The 55-page document is a measuring tool to assess and address the root causes of the exclusion of marginalised groups such as women and girls from key sectors in society.

At a short ceremony to launch the report in Accra, the Programme Officer of the Global Centre for Pluralism, Rajvir Gill, said there was a need to ensure that marginalised and vulnerable groups were not excluded from the key sectors of society, including politics.

The report

The report assessed 20 countries, including Ghana, on 20 indicators and scored the nation low on pointers such as shared ownership of society, trust in public institutions, intergroup trust, social, economic and policy implementation.

It gave the country an average score of five out of 10 for only the policy implementation indicator while the rest of the four low-rated benchmarks for the country had an average score of four out of ten.

The nation scored nine out of ten on both the International and national commitments to ratifying treaties and formulating legal frameworks.

 The other indicators in the report are inclusion and acceptance, intergroup violence, access to justice, cultural, political, private sector, civil society, news media and political parties.

The rest are claims-making and contestation, data collection, inclusive citizenship; international and national commitments.

 The report was put together by the Global Centre for Pluralism, a Canadian-based independent charitable institution, in collaboration with the Ghana Centre for Democratic Development (CDD-Ghana) and funded by the Global Affairs Canada (GAC), as well as the International Development Research Centre, Canada.
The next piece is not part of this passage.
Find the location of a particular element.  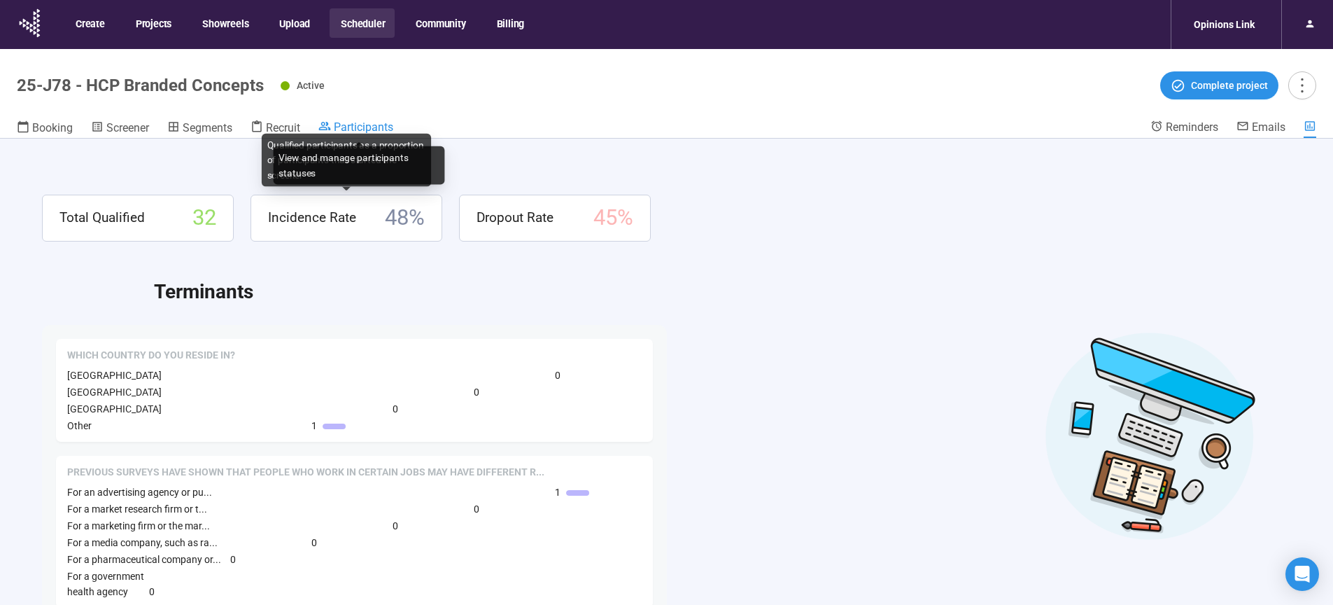

button: Upload is located at coordinates (294, 23).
 It covered Canada, the United Kingdom (UK), Germany, Bosnia, Jordan, Sudan, Kenya, South Africa and Nigeria.

The rest are Tunisia, Columbia, Bolivia, Mexico, Sri Lanka, Indonesia, Malaysia, South Korea, Ireland and Australia.

Ms Gill explained that the report identified the feeling of belongingness was undermined by the highly divisive and “winner-takes-all” character of politics in which state resources were captured by political elites and their supporters.
 

Recommendations

She said the report recommended, among others, the need for public institutions such as the National Commission for Civic Education (NCCE) and the Commission on Human Rights and Administrative Justice (CHRAJ) to be well funded.
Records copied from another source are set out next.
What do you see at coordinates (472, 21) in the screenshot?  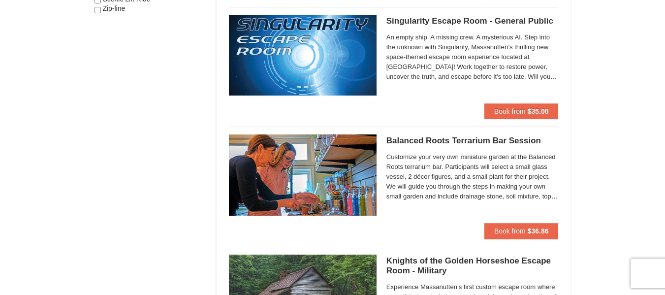 I see `h5: Singularity Escape Room - General Public` at bounding box center [472, 21].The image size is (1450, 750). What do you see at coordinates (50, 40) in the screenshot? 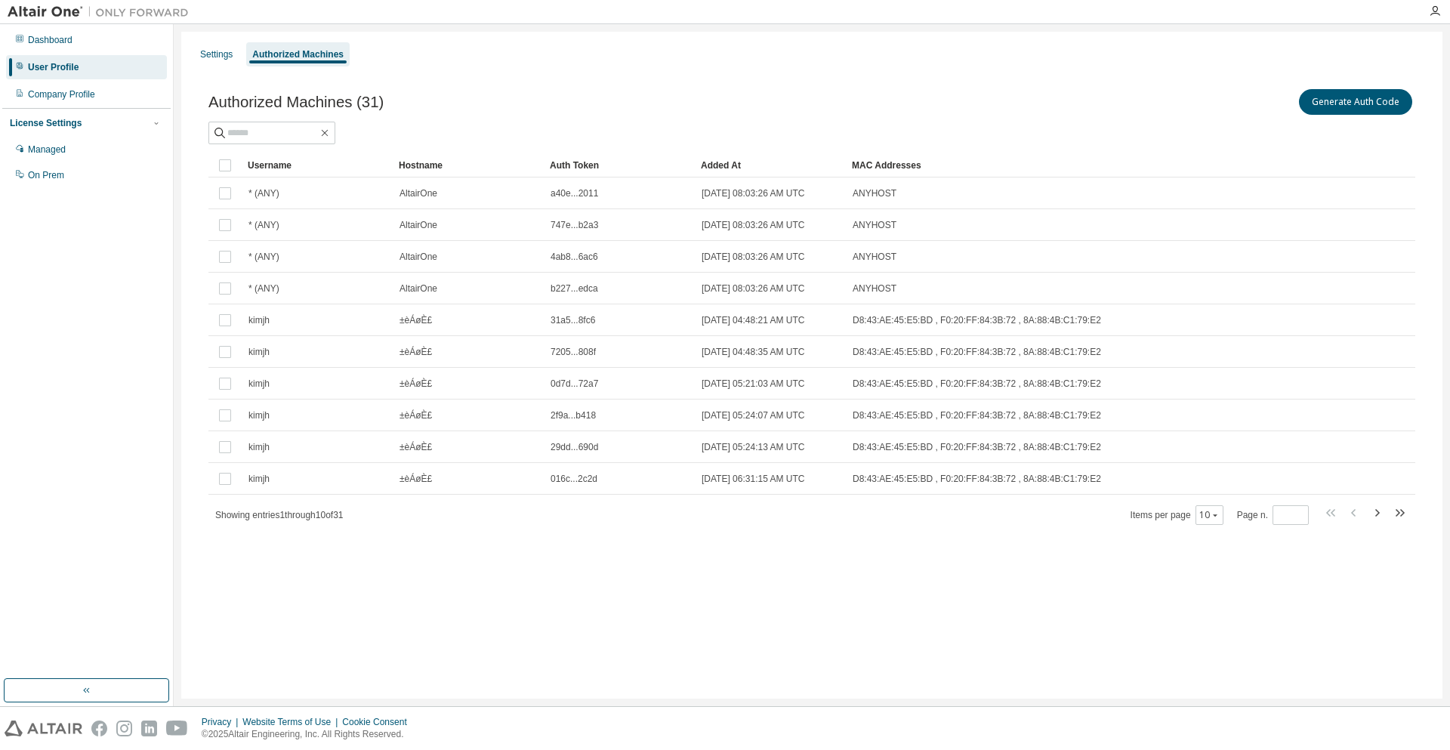
I see `div: Dashboard` at bounding box center [50, 40].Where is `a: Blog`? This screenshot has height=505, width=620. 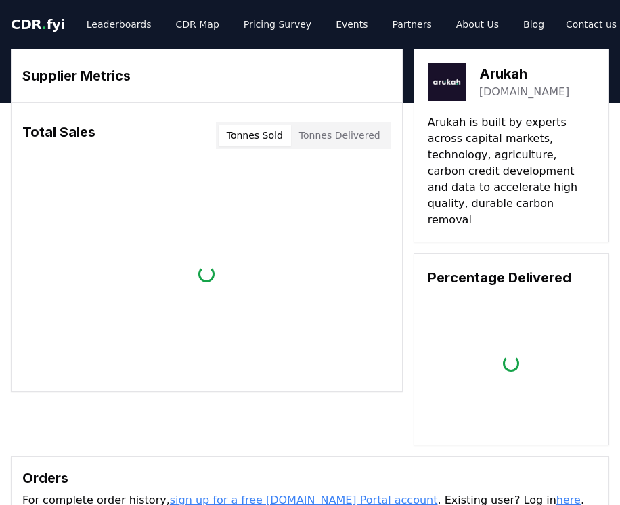
a: Blog is located at coordinates (533, 24).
That was because they were responsible for promoting civic values.

 The Secretary-General of the Global Centre for Pluralism, Meredith Preston McGhie, for her part, encouraged stakeholders to discuss and implement the recommendations of the report.

 Panellists

The Head of the Political Science Department of the University of Ghana (UG), Legon, Professor Seidu Alidu, and a Lecturer at the African and Gender Studies (UG), Prof. Akosua Adomako, both agreed with the recommendations of the report to increase women's participation in politics and decision-making.